After presenting the brief history of the researched movements, I turn to the historical, sociological and anthropological literature of millennial movements, and I also present a few general aspects of social movements. Finally, I write about the importance of Victor Turner’s communitas-structure in the understanding of the researched phenomenon.
József Gagyi teaches at the Sapientia - Hungarian University of Transylvania, Faculty of Business and Humanities, Miercurea Ciuc.

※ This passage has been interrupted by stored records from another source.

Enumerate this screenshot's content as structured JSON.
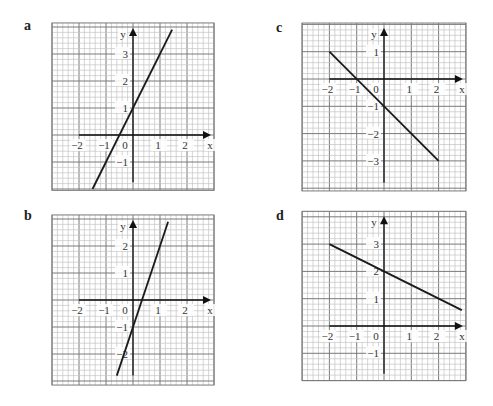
{
  "colors": {
    "minor_grid": "#c4c4c4",
    "major_grid": "#7a7a7a",
    "axis": "#111111",
    "line": "#1a1a1a",
    "label": "#222222"
  },
  "chart_data": [
    {
      "type": "line",
      "panel": "a",
      "title": "a",
      "xlabel": "x",
      "ylabel": "y",
      "equation": "y = 2x + 1",
      "x": [
        -1.5,
        1.45
      ],
      "y": [
        -2,
        3.9
      ],
      "x_ticks": [
        "-2",
        "-1",
        "0",
        "1",
        "2"
      ],
      "y_ticks": [
        "3",
        "2",
        "1",
        "-1"
      ],
      "xlim": [
        -3,
        3
      ],
      "ylim": [
        -2.05,
        4.15
      ],
      "grid": true,
      "layout": {
        "left": 52,
        "top": 22,
        "origin_x": 133,
        "origin_y": 135,
        "unit": 27,
        "axis_x_from": -2,
        "axis_y_from": -1.75
      },
      "tick_positions": {
        "x": [
          -2,
          -1,
          1,
          2
        ],
        "y": [
          3,
          2,
          1,
          -1
        ]
      }
    },
    {
      "type": "line",
      "panel": "b",
      "title": "b",
      "xlabel": "x",
      "ylabel": "y",
      "equation": "y = 3x - 1",
      "x": [
        -0.6,
        1.3
      ],
      "y": [
        -2.8,
        2.9
      ],
      "x_ticks": [
        "-2",
        "-1",
        "0",
        "1",
        "2"
      ],
      "y_ticks": [
        "2",
        "1",
        "-1",
        "-2"
      ],
      "xlim": [
        -3,
        3
      ],
      "ylim": [
        -3.15,
        3.15
      ],
      "grid": true,
      "layout": {
        "left": 52,
        "top": 215,
        "origin_x": 133,
        "origin_y": 300,
        "unit": 27,
        "axis_x_from": -2,
        "axis_y_from": -2.8
      },
      "tick_positions": {
        "x": [
          -2,
          -1,
          1,
          2
        ],
        "y": [
          2,
          1,
          -1,
          -2
        ]
      }
    },
    {
      "type": "line",
      "panel": "c",
      "title": "c",
      "xlabel": "x",
      "ylabel": "y",
      "equation": "y = -x - 1",
      "x": [
        -2,
        2
      ],
      "y": [
        1,
        -3
      ],
      "x_ticks": [
        "-2",
        "-1",
        "0",
        "1",
        "2"
      ],
      "y_ticks": [
        "1",
        "-1",
        "-2",
        "-3"
      ],
      "xlim": [
        -3,
        3
      ],
      "ylim": [
        -4.1,
        2.05
      ],
      "grid": true,
      "layout": {
        "left": 302,
        "top": 23,
        "origin_x": 384,
        "origin_y": 79,
        "unit": 27.3,
        "axis_x_from": -2,
        "axis_y_from": -3.8
      },
      "tick_positions": {
        "x": [
          -2,
          -1,
          1,
          2
        ],
        "y": [
          1,
          -1,
          -2,
          -3
        ]
      }
    },
    {
      "type": "line",
      "panel": "d",
      "title": "d",
      "xlabel": "x",
      "ylabel": "y",
      "equation": "y = -0.5x + 2",
      "x": [
        -2,
        2.85
      ],
      "y": [
        3,
        0.58
      ],
      "x_ticks": [
        "-2",
        "-1",
        "0",
        "1",
        "2"
      ],
      "y_ticks": [
        "3",
        "2",
        "1",
        "-1"
      ],
      "xlim": [
        -3,
        3
      ],
      "ylim": [
        -2,
        4.2
      ],
      "grid": true,
      "layout": {
        "left": 302,
        "top": 213,
        "origin_x": 384,
        "origin_y": 326,
        "unit": 27.3,
        "axis_x_from": -2,
        "axis_y_from": -1.75
      },
      "tick_positions": {
        "x": [
          -2,
          -1,
          1,
          2
        ],
        "y": [
          3,
          2,
          1,
          -1
        ]
      }
    }
  ],
  "panels": [
    {
      "label": "a",
      "label_x": 24,
      "label_y": 18
    },
    {
      "label": "b",
      "label_x": 24,
      "label_y": 208
    },
    {
      "label": "c",
      "label_x": 276,
      "label_y": 20
    },
    {
      "label": "d",
      "label_x": 276,
      "label_y": 208
    }
  ]
}
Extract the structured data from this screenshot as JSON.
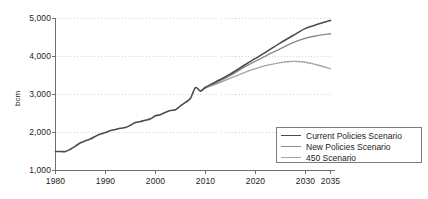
{
  "chart_data": {
    "type": "line",
    "title": "",
    "xlabel": "",
    "ylabel": "bcm",
    "xlim": [
      1980,
      2035
    ],
    "ylim": [
      1000,
      5000
    ],
    "grid": true,
    "legend_position": "bottom-right",
    "x_ticks": [
      "1980",
      "1990",
      "2000",
      "2010",
      "2020",
      "2030",
      "2035"
    ],
    "x_tick_values": [
      1980,
      1990,
      2000,
      2010,
      2020,
      2030,
      2035
    ],
    "y_ticks": [
      "1,000",
      "2,000",
      "3,000",
      "4,000",
      "5,000"
    ],
    "y_tick_values": [
      1000,
      2000,
      3000,
      4000,
      5000
    ],
    "series": [
      {
        "name": "Current Policies Scenario",
        "color": "#4c4c4c",
        "width": 1.6,
        "x": [
          1980,
          1981,
          1982,
          1983,
          1984,
          1985,
          1986,
          1987,
          1988,
          1989,
          1990,
          1991,
          1992,
          1993,
          1994,
          1995,
          1996,
          1997,
          1998,
          1999,
          2000,
          2001,
          2002,
          2003,
          2004,
          2005,
          2006,
          2007,
          2008,
          2009,
          2010,
          2012,
          2015,
          2018,
          2020,
          2022,
          2025,
          2028,
          2030,
          2032,
          2035
        ],
        "values": [
          1500,
          1500,
          1500,
          1560,
          1640,
          1730,
          1780,
          1830,
          1900,
          1960,
          2000,
          2050,
          2080,
          2110,
          2130,
          2190,
          2260,
          2290,
          2320,
          2360,
          2440,
          2470,
          2530,
          2580,
          2600,
          2700,
          2790,
          2900,
          3180,
          3090,
          3190,
          3330,
          3540,
          3790,
          3950,
          4110,
          4360,
          4590,
          4740,
          4830,
          4950
        ]
      },
      {
        "name": "New Policies Scenario",
        "color": "#8c8c8c",
        "width": 1.4,
        "x": [
          2009,
          2010,
          2012,
          2015,
          2018,
          2020,
          2022,
          2025,
          2028,
          2030,
          2032,
          2035
        ],
        "values": [
          3090,
          3180,
          3300,
          3500,
          3740,
          3880,
          4010,
          4210,
          4390,
          4480,
          4540,
          4600
        ]
      },
      {
        "name": "450 Scenario",
        "color": "#a6a6a6",
        "width": 1.4,
        "x": [
          2009,
          2010,
          2012,
          2015,
          2018,
          2020,
          2022,
          2025,
          2027,
          2028,
          2030,
          2032,
          2035
        ],
        "values": [
          3090,
          3170,
          3270,
          3430,
          3590,
          3680,
          3760,
          3840,
          3870,
          3870,
          3850,
          3790,
          3680
        ]
      }
    ]
  }
}
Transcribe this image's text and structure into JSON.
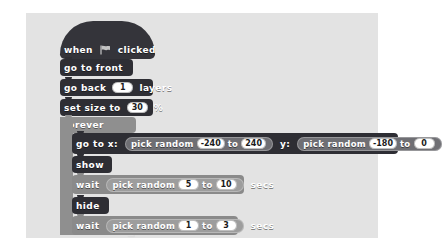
{
  "canvas": {
    "background": "#e3e3e3",
    "page_background": "#ffffff"
  },
  "palette": {
    "events_block": "#34343a",
    "looks_block": "#2e2e34",
    "control_block": "#8f8f8f",
    "motion_block": "#2e2e34",
    "operator_reporter": "#9d9d9d",
    "input_oval": "#ffffff",
    "text": "#ffffff"
  },
  "script": {
    "name": "scratch-script",
    "blocks": [
      {
        "id": "when-flag-clicked",
        "type": "hat",
        "category": "events",
        "label_before": "when",
        "icon": "green-flag-icon",
        "label_after": "clicked"
      },
      {
        "id": "go-to-front",
        "type": "stack",
        "category": "looks",
        "label": "go to front"
      },
      {
        "id": "go-back-layers",
        "type": "stack",
        "category": "looks",
        "label_before": "go back",
        "value": "1",
        "label_after": "layers"
      },
      {
        "id": "set-size-to",
        "type": "stack",
        "category": "looks",
        "label_before": "set size to",
        "value": "30",
        "label_after": "%"
      },
      {
        "id": "forever",
        "type": "c-block",
        "category": "control",
        "label": "forever",
        "loop_icon": "loop-arrow-icon",
        "children": [
          {
            "id": "go-to-xy",
            "type": "stack",
            "category": "motion",
            "label_x": "go to x:",
            "label_y": "y:",
            "x_reporter": {
              "id": "pick-random-x",
              "label": "pick random",
              "from": "-240",
              "to_label": "to",
              "to": "240"
            },
            "y_reporter": {
              "id": "pick-random-y",
              "label": "pick random",
              "from": "-180",
              "to_label": "to",
              "to": "0"
            }
          },
          {
            "id": "show",
            "type": "stack",
            "category": "looks",
            "label": "show"
          },
          {
            "id": "wait-secs-long",
            "type": "stack",
            "category": "control",
            "label_before": "wait",
            "label_after": "secs",
            "reporter": {
              "id": "pick-random-wait-long",
              "label": "pick random",
              "from": "5",
              "to_label": "to",
              "to": "10"
            }
          },
          {
            "id": "hide",
            "type": "stack",
            "category": "looks",
            "label": "hide"
          },
          {
            "id": "wait-secs-short",
            "type": "stack",
            "category": "control",
            "label_before": "wait",
            "label_after": "secs",
            "reporter": {
              "id": "pick-random-wait-short",
              "label": "pick random",
              "from": "1",
              "to_label": "to",
              "to": "3"
            }
          }
        ]
      }
    ]
  }
}
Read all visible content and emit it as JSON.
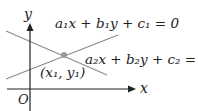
{
  "diagram": {
    "axes": {
      "x_label": "x",
      "y_label": "y",
      "origin_label": "O"
    },
    "line1": {
      "equation": "a₁x + b₁y + c₁ = 0"
    },
    "line2": {
      "equation": "a₂x + b₂y + c₂ = 0"
    },
    "intersection": {
      "label": "(x₁, y₁)"
    },
    "colors": {
      "axis": "#222222",
      "lines": "#8c8c8c",
      "point": "#999999"
    }
  }
}
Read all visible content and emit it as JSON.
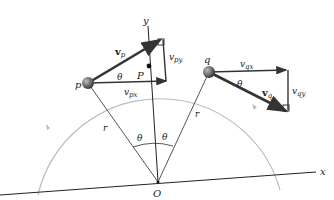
{
  "diagram": {
    "colors": {
      "axis": "#222222",
      "path": "#b8b8b8",
      "vector": "#333333",
      "particle": "#5a5a5a",
      "radius": "#555555"
    },
    "axes": {
      "x_label": "x",
      "y_label": "y",
      "origin_label": "O"
    },
    "points": {
      "p_label": "p",
      "q_label": "q",
      "P_label": "P"
    },
    "radius_label": "r",
    "angle_label": "θ",
    "vectors": {
      "vp": {
        "base": "v",
        "sub": "p"
      },
      "vpx": {
        "base": "v",
        "sub": "px"
      },
      "vpy": {
        "base": "v",
        "sub": "py"
      },
      "vq": {
        "base": "v",
        "sub": "q"
      },
      "vqx": {
        "base": "v",
        "sub": "qx"
      },
      "vqy": {
        "base": "v",
        "sub": "qy"
      }
    }
  }
}
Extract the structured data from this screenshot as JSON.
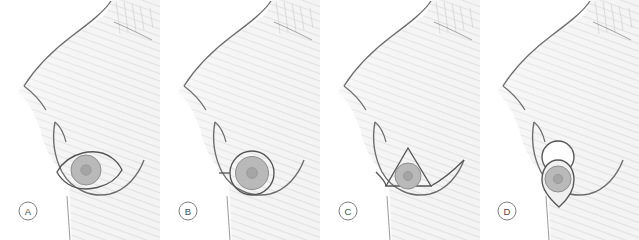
{
  "figure": {
    "panel_count": 4,
    "background_color": "#ffffff",
    "skin_fill": "#f1f1f1",
    "skin_stroke": "#6e6e6e",
    "marking_stroke": "#555555",
    "areola_fill": "#b4b4b4",
    "areola_stroke": "#8a8a8a",
    "nipple_fill": "#9a9a9a",
    "label_stroke": "#808080",
    "label_text_color": "#4a4a4a",
    "hatch_color": "#dcdcdc"
  },
  "panels": [
    {
      "id": "a",
      "label": "A",
      "incision_name": "elliptical-lens-incision",
      "description": "Horizontal lens / ellipse shaped incision marking encircling the nipple areola complex",
      "marking_shape": "ellipse-lens"
    },
    {
      "id": "b",
      "label": "B",
      "incision_name": "periareolar-circular-incision",
      "description": "Circular periareolar incision marking with short lateral tail extension",
      "marking_shape": "circle-with-tail"
    },
    {
      "id": "c",
      "label": "C",
      "incision_name": "triangular-wedge-incision",
      "description": "Triangular wedge marking with apex above the nipple and inframammary fold line",
      "marking_shape": "triangle-with-fold-line"
    },
    {
      "id": "d",
      "label": "D",
      "incision_name": "keyhole-wise-pattern-incision",
      "description": "Keyhole pattern: upper circle with teardrop limb descending to a point below the nipple",
      "marking_shape": "keyhole"
    }
  ]
}
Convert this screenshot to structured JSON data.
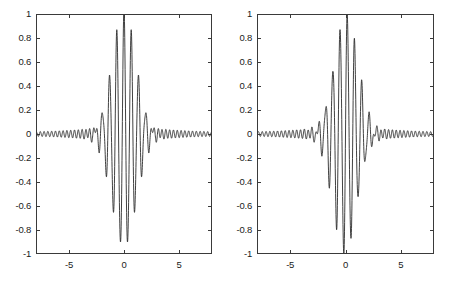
{
  "figure": {
    "background": "#ffffff",
    "line_color": "#2b2b2b",
    "axis_color": "#3a3a3a",
    "panel_count": 2
  },
  "chart_data": [
    {
      "type": "line",
      "title": "",
      "subtitle": "",
      "xlabel": "",
      "ylabel": "",
      "panel": "left",
      "panel_name": "even-gabor-wavelet",
      "description": "Symmetric (even / cosine) modulated wavelet with high-frequency ripples",
      "xlim": [
        -8,
        8
      ],
      "ylim": [
        -1,
        1
      ],
      "xticks": [
        -5,
        0,
        5
      ],
      "xticklabels": [
        "-5",
        "0",
        "5"
      ],
      "yticks": [
        -1,
        -0.8,
        -0.6,
        -0.4,
        -0.2,
        0,
        0.2,
        0.4,
        0.6,
        0.8,
        1
      ],
      "yticklabels": [
        "-1",
        "-0.8",
        "-0.6",
        "-0.4",
        "-0.2",
        "0",
        "0.2",
        "0.4",
        "0.6",
        "0.8",
        "1"
      ],
      "grid": false,
      "legend": null,
      "symmetry": "even",
      "peak_value": 1.0,
      "peak_x": 0.0,
      "min_value": -0.84,
      "min_x": [
        -0.33,
        0.33
      ],
      "side_peak_value": 0.43,
      "side_peak_x": [
        -0.66,
        0.66
      ],
      "carrier_period": 0.66,
      "envelope_sigma": 1.1,
      "ripple_period": 0.35,
      "ripple_amplitude": 0.055,
      "series": [
        {
          "name": "even-wavelet",
          "color": "#2b2b2b",
          "linewidth": 0.9,
          "formula": "exp(-(x/1.1)^2/2)*cos(2*pi*x/0.66) + 0.055*cos(2*pi*x/0.35)"
        }
      ]
    },
    {
      "type": "line",
      "title": "",
      "subtitle": "",
      "xlabel": "",
      "ylabel": "",
      "panel": "right",
      "panel_name": "odd-gabor-wavelet",
      "description": "Antisymmetric (odd / sine) modulated wavelet with high-frequency ripples",
      "xlim": [
        -8,
        8
      ],
      "ylim": [
        -1,
        1
      ],
      "xticks": [
        -5,
        0,
        5
      ],
      "xticklabels": [
        "-5",
        "0",
        "5"
      ],
      "yticks": [
        -1,
        -0.8,
        -0.6,
        -0.4,
        -0.2,
        0,
        0.2,
        0.4,
        0.6,
        0.8,
        1
      ],
      "yticklabels": [
        "-1",
        "-0.8",
        "-0.6",
        "-0.4",
        "-0.2",
        "0",
        "0.2",
        "0.4",
        "0.6",
        "0.8",
        "1"
      ],
      "grid": false,
      "legend": null,
      "symmetry": "odd",
      "peak_value": 0.95,
      "peak_x": 0.17,
      "min_value": -0.95,
      "min_x": -0.17,
      "side_peak_value": 0.64,
      "side_peak_x": -0.5,
      "side_trough_value": -0.64,
      "side_trough_x": 0.5,
      "carrier_period": 0.66,
      "envelope_sigma": 1.1,
      "ripple_period": 0.35,
      "ripple_amplitude": 0.055,
      "series": [
        {
          "name": "odd-wavelet",
          "color": "#2b2b2b",
          "linewidth": 0.9,
          "formula": "exp(-(x/1.1)^2/2)*sin(2*pi*x/0.66) + 0.055*sin(2*pi*x/0.35)"
        }
      ]
    }
  ]
}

E-mail address: gagyijozsef yahoo.com
Ernst Troeltsch classified religious institutions into three categories: church, sects and mysticism. The three categories that we might consider as programmatic starting points indicate problematic fields in Troeltsch’s work. In all three fields Troeltsch finds what could be suitable for modern contexts: the non-authoritative church, the sect which provides religious variety and the mystique that grounds and supports the individual. The study is aimed to discuss the third type. In order to understand this type, the author deals with Troeltsch’s (an unfairly forgotten person in the sociology of religion field) path of life, his academic interest, his personal and professional relationship with Max Weber, and his influence upon William James Troeltsch. The mysticism is a cultural-analyzing category for Troeltsch, which, in his opinion, justifies the constructive presence of religion in the formation of modern society and in dealing with its difficulties.
Dr. András Máté-Tóth is the chairman of the Department of Religion of the University of Szeged. E-mail address: This email address is being protected from spambots. You need JavaScript enabled to view it.